Please restate the data below word for word, omitting all images.

### RECORDS SUPPLIED ###

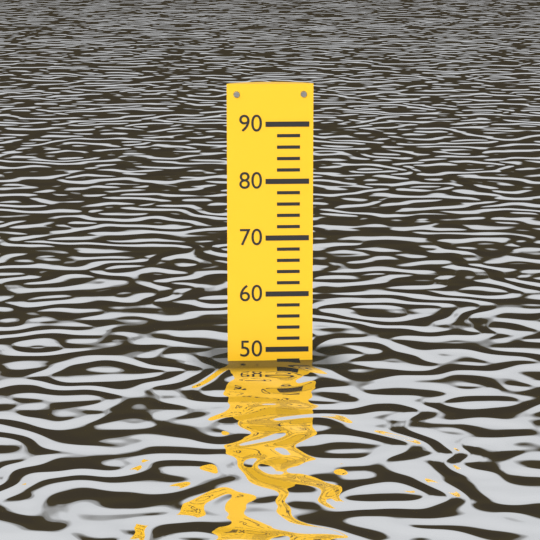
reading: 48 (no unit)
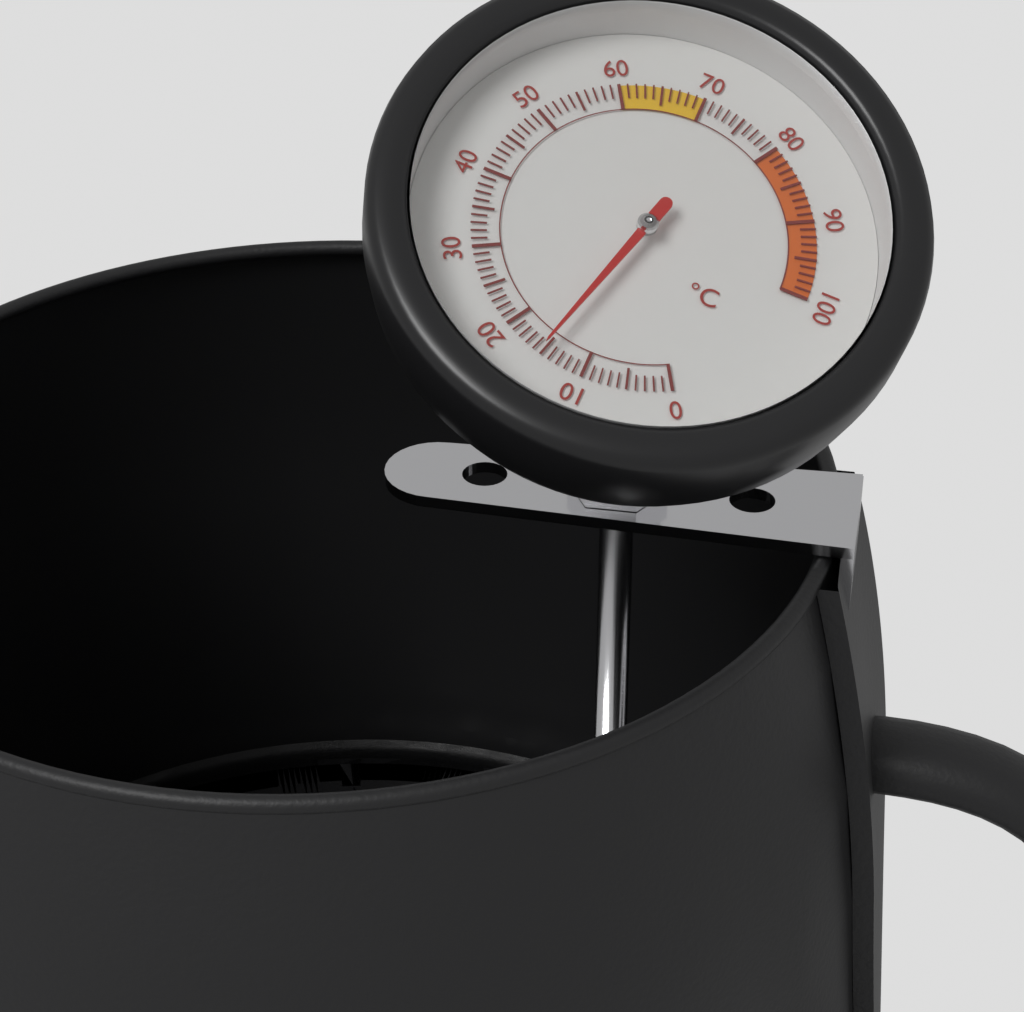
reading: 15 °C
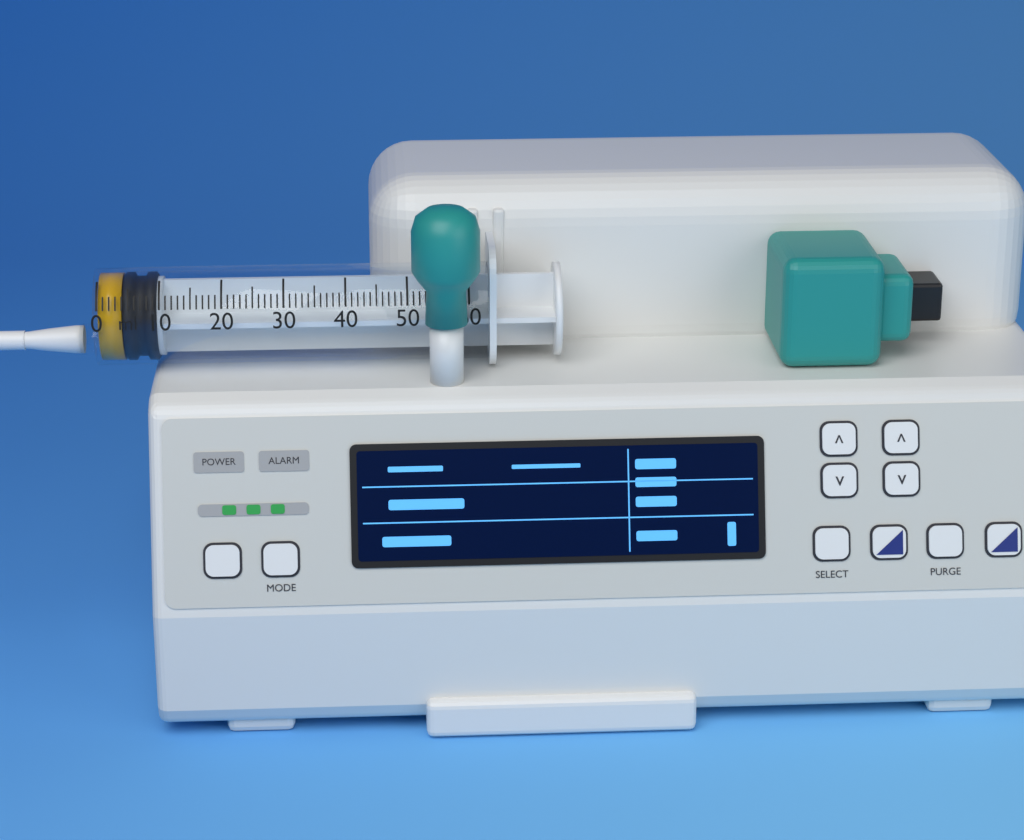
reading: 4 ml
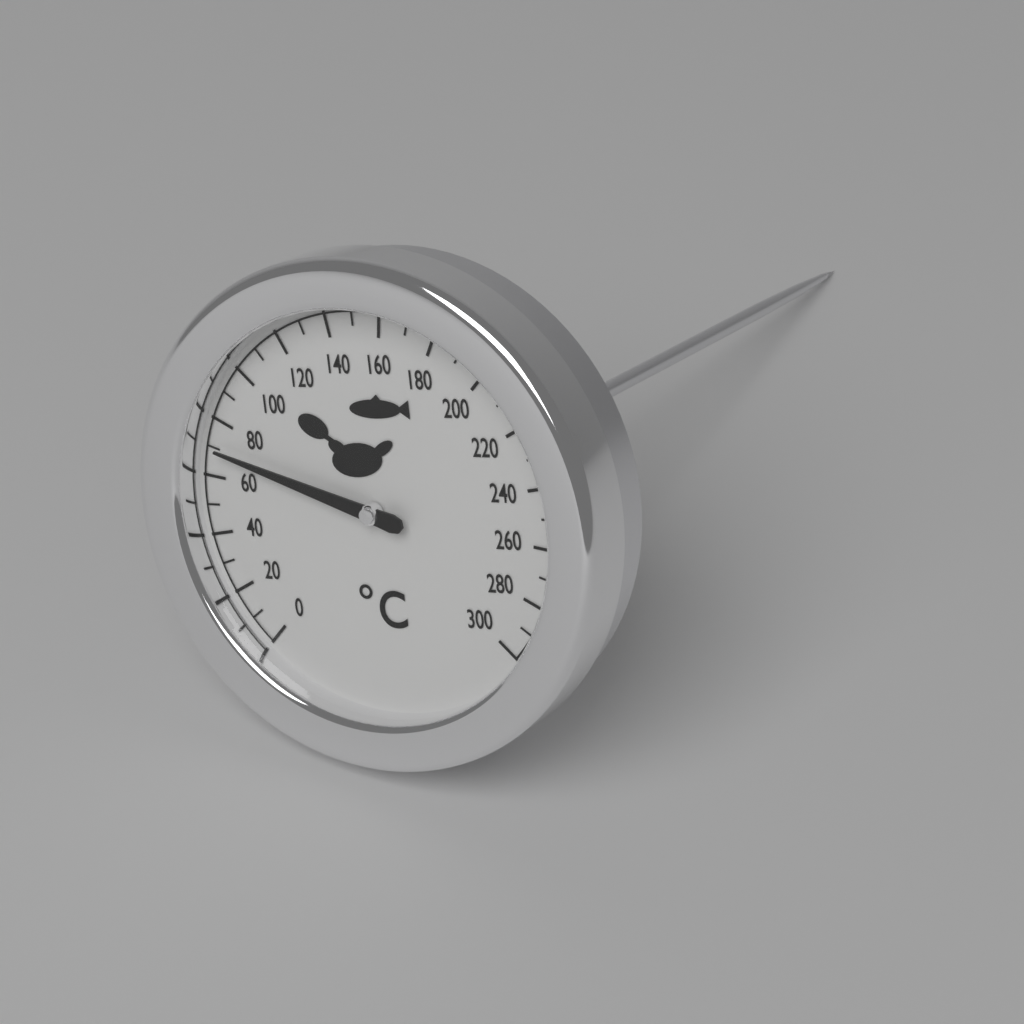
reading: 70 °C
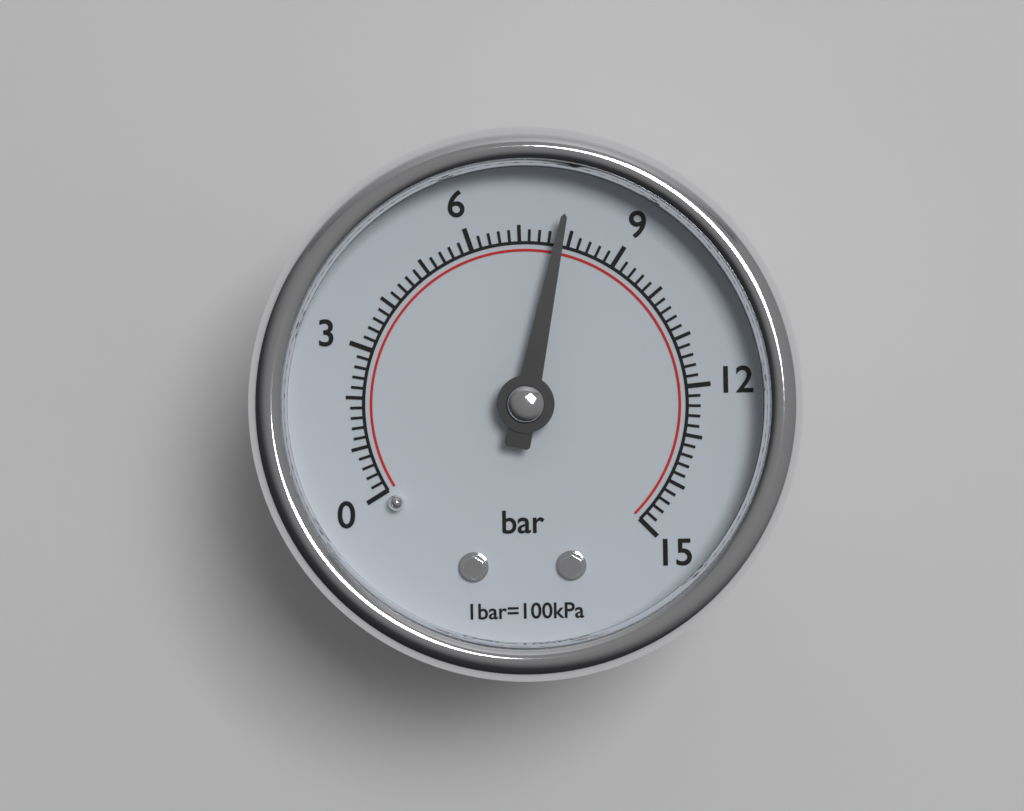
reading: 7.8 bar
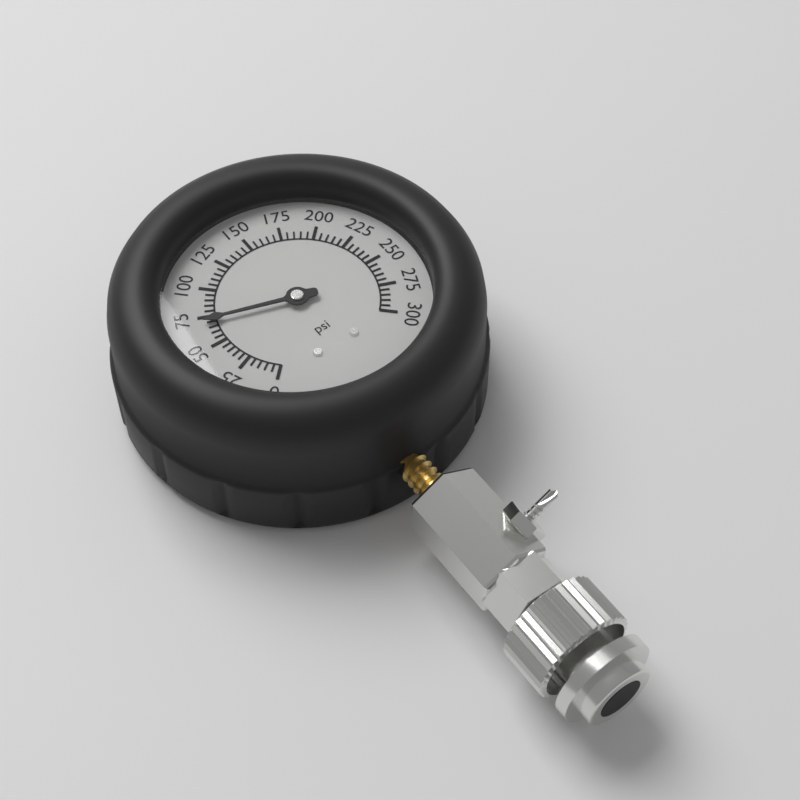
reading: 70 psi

###

**WRITTEN SOLUTION**
reading: 48 (no unit)
reading: 15 °C
reading: 4 ml
reading: 70 °C
reading: 7.8 bar
reading: 70 psi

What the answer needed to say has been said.